Blogging


Several presentations from Dawn, Chris and Jonathan on the theme of blogging for this meeting!

Content ideas for blog posts – Dawn Fisher

First up was Dawn Fisher of Remedial Massage Treatment.co.uk/

Dawn has been using her site to find customers for around 10 years and her blog is an integral part of this. She spoke to us about the way she creates her blog posts.

The first step in a successful blog (and for each successful post) is to work out what the purpose of it is. You should aim to attract (and retain) people who are actively looking for your goods or services. Ask yourself what they might want to know, and write about it.

Using Google Analytics is also important – it helps you find out what search terms are bringing to your site: you can use these to write your blog.

Another useful technique is to ask your past visitors and customers what they found interesting on your site. You should also make note of what your customers ask you most: these are the sorts of questions people will be searching for online.
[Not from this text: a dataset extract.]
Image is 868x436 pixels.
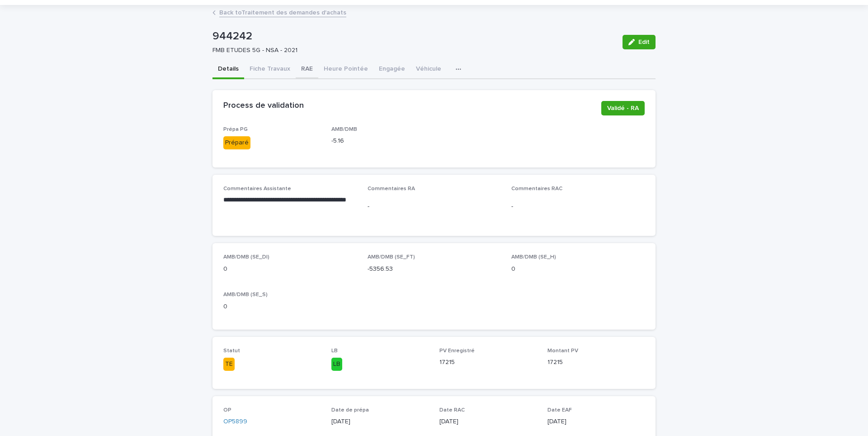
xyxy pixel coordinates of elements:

Dawn keeps a notebook of ideas for blog posts and suggested that, rather than writing brief notes or titles, you should write out as much of the post as soon as you can – short notes might not mean much when you come back to them! These notes might be about the day’s interesting challenges or questions or just topics which come to you in a flash of inspiration. Topics may also come from the things you read. Wherever the topics come from, it’s important to keep everything – even those unfinished posts – so you can revisit them in future if inspiration strikes. Returning to an old post and writing an updated version can also create new content for you!

One part of Dawn’s success is down to keeping a human side to her posts: not just writing technical jargon, but writing for your audience. It’s a hard balance: you need to be technical enough that other experts respect you, and that customers know that you know your subject, but not so technical that you’re not understood by the layman.

Regardless of where your inspiration comes from, make sure you check your spelling and grammar – nothing undermines your point faster than a poorly written post.

Cats and Tags – Chris McMahon

Next up was Chris McMahon of Very Simple Sites

Blog post covering talk – https://verysimplesites.co.uk/categories-tags-wordpress/

Chris talked about categories and tags and how you can use them to organise your blog’s content in WordPress

DISCLAIMER don’t just change cats and tags without adding 301 redirects

Content needs organising just like libraries

Yoast is a good example of cats and tags – easy to see the cats they have and the different content available

Don’t do it for seo so it for your readers

You need to think about and plan your websites structure before you start writing

Use pages and posts accordingly. Pages can be inferior to pages for content that is time based – getting content out there and seen as and when..

Cats can be broad and must be used, they are hierarchical

Tags are flat and optional

Cats is contents page (or umbrella)
Tags is index (or raindrops)

Did a group exercise to see what could be cats and what could be tags. There are actually many possibilities depending on your blogs focus.

Suggestions/best practice

Less is more – limit categories
Put post in one cat but there are reasons when you might put in more
You don’t have to use tags……….
You can have many tags but limit them to not look spammy
Do not have tags that only apply to one post

If you want you can use neither and just rename the default cat form uncategorised to something like general/updates etc
You can noindex the archive page for this term so it’s unused

Archive pages should be used as standalone pages – add an intro, some more info, you can even sticky posts on these pages sometimes depending on theme plugins etc.

Cat and tag pages can be used for seo

Yoast keeps it simple and well organised they use few tags and cats per article

Only a handful of cats for a clean site structure

Don’t forget your category archive pages! Fill out the fields provided by the Yoast seo or other plugin. Make them descriptive and relevant.

In permalink settings you can change your category base i.e. Decade instead of category.

The whys and hows of micro blogging – Jonathan Whiteland

Slides – https://whiteland.net/jonathan/static/presentations/micro_blogging.html

Click on the above and use cursor keys to scroll left and right… or visit https://whiteland.net/jonathan/static/presentations/micro_blogging.html

Last but not least was Jonathan Whiteland

It’s like blogging….. but smaller..

Think social media updates

Why?
Ownership
Independence
Control

How are people going to find it?
A platform like WordPress.com or a
Self hosted WordPress website on micro.blog

WordPress has support for this such as shorter post formats, post categories (separate from your main blog)..

Plugins
Jonathan’s plugin – A few micro blogging tweaks
Another – character count for post content and excerpt

Micro.blog “a new social network for independent micro blogs” micro.blog

Vision is to take feeds from people that have their own micro blogs and combine them (a bit like twitter).

You can cross post with services like twitter using apps like ifttt to push to twitter your micro blogs

Can do via WordPress app on your phone when out and about.

Json feed – similar to rss and atom but in json – check it out! Jsonfeed.com.

Aftermath

Simon talking about potentially moving the wp meetup to the bradfield centre.